Fifty-one percent of the students will be Chinese nationals, while the others will be students from around the world. Faculty will be both from China and abroad. A number of NYU professors have already expressed interest in teaching at the Shanghai campus.

That NYU picked Shanghai for its China campus is also owed to strong support from the Shanghai city government and the Pudong District government

Pudong's Lujiazui envisages itself as the Manhattan of the East, yet much to the chagrin of the local government, the district lacks a top-notch university.

NYU's strengths are finance and urban research. In order to lure NYU to the Pudong District, the local government pledged to provide the land and also included in its 12th five-year plan funding for the construction of the new university building and preparatory work.

In the past, education used to be the responsibility of education authorities. But in Shanghai, both the top-tier municipal government and second-tier district government are aware that economic development requires close cooperation between school campuses, science parks, and local communities.

In 2006, the government of Minhang District, for instance, took the lead in bringing together Shanghai Jiao Tong University, East China Normal University, the Zhizhu Science Park and Wujing Town to create a joint conference system to promote cooperation between tertiary education institutions, scientific research, and businesses.
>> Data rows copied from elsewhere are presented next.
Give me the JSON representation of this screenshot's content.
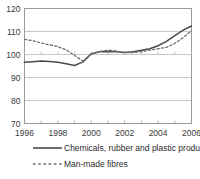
{
  "chart_data": {
    "type": "line",
    "title": "",
    "xlabel": "",
    "ylabel": "",
    "xlim": [
      1996,
      2006
    ],
    "ylim": [
      70,
      120
    ],
    "yticks": [
      70,
      80,
      90,
      100,
      110,
      120
    ],
    "xticks": [
      1996,
      1998,
      2000,
      2002,
      2004,
      2006
    ],
    "xtick_labels": [
      "1996",
      "1998",
      "2000",
      "2002",
      "2004",
      "2006"
    ],
    "ytick_labels": [
      "70",
      "80",
      "90",
      "100",
      "110",
      "120"
    ],
    "grid": true,
    "grid_axis": "y",
    "legend_position": "bottom",
    "x": [
      1996,
      1996.5,
      1997,
      1997.5,
      1998,
      1998.5,
      1999,
      1999.5,
      2000,
      2000.5,
      2001,
      2001.5,
      2002,
      2002.5,
      2003,
      2003.5,
      2004,
      2004.5,
      2005,
      2005.5,
      2006
    ],
    "series": [
      {
        "name": "Chemicals, rubber and plastic products",
        "style": "solid",
        "color": "#4a4a4a",
        "values": [
          96.6,
          96.9,
          97.2,
          97.0,
          96.6,
          96.0,
          95.2,
          96.8,
          100.3,
          101.2,
          101.3,
          101.2,
          100.9,
          101.2,
          101.8,
          102.5,
          103.8,
          105.7,
          108.2,
          110.6,
          112.4
        ]
      },
      {
        "name": "Man-made fibres",
        "style": "dashed",
        "color": "#6e6e6e",
        "values": [
          106.6,
          106.0,
          105.0,
          104.2,
          103.4,
          102.0,
          99.6,
          97.2,
          100.2,
          101.3,
          101.9,
          101.5,
          100.9,
          100.8,
          101.2,
          101.9,
          102.5,
          103.1,
          104.8,
          107.3,
          110.4
        ]
      }
    ]
  },
  "legend": {
    "items": [
      {
        "label": "Chemicals, rubber and plastic products",
        "style": "solid"
      },
      {
        "label": "Man-made fibres",
        "style": "dashed"
      }
    ]
  }
}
An important figure behind the scheme is Sun Chao, the party secretary of Minhang District. As a former lecturer at the Law School of Yale University, Sun has an international outlook. He first allowed the two universities to open shop in the Zhizhu Science Park, which also houses the corporate headquarters or R&D centers of more than 30 multinational companies such as Intel, Microsoft and Coca Cola.

Then he thought up the idea of "villages of global minds" inviting some 10 world-class American universities, including Carnegie Mellon University, John Hopkins University, MIT, and the University of California in Berkeley, to open branches in Minhang District.

Shanghai is, of course, also facing formidable challenges in its quest to become the vanguard of internationalized education.

The Chinese tend to adulate all things foreign. Parents who have the financial means prefer to send their kids directly to top-level schools abroad rather than to their local branches, also because this spares them the stress of taking the competitive entrance exam.

But even if Beijing wants universities from around the globe to set up shop in China, the western tertiary education system still needs to adapt to Chinese human resources systems, Chinese culture and the stability of faculty. All these are factors that need to be considered.

Global education institutions keep flocking to China, and China's coming generation aspires to an international education. Considering the speed of education reform in Shanghai, it seems a given that even more Westerners will come to Shanghai to study.

Education has always been China's ideological fortress. This time the fortress is being stormed from inside with Shanghai heroically serving as the trailblazer.

Translated from the Chinese by Susanne Ganz.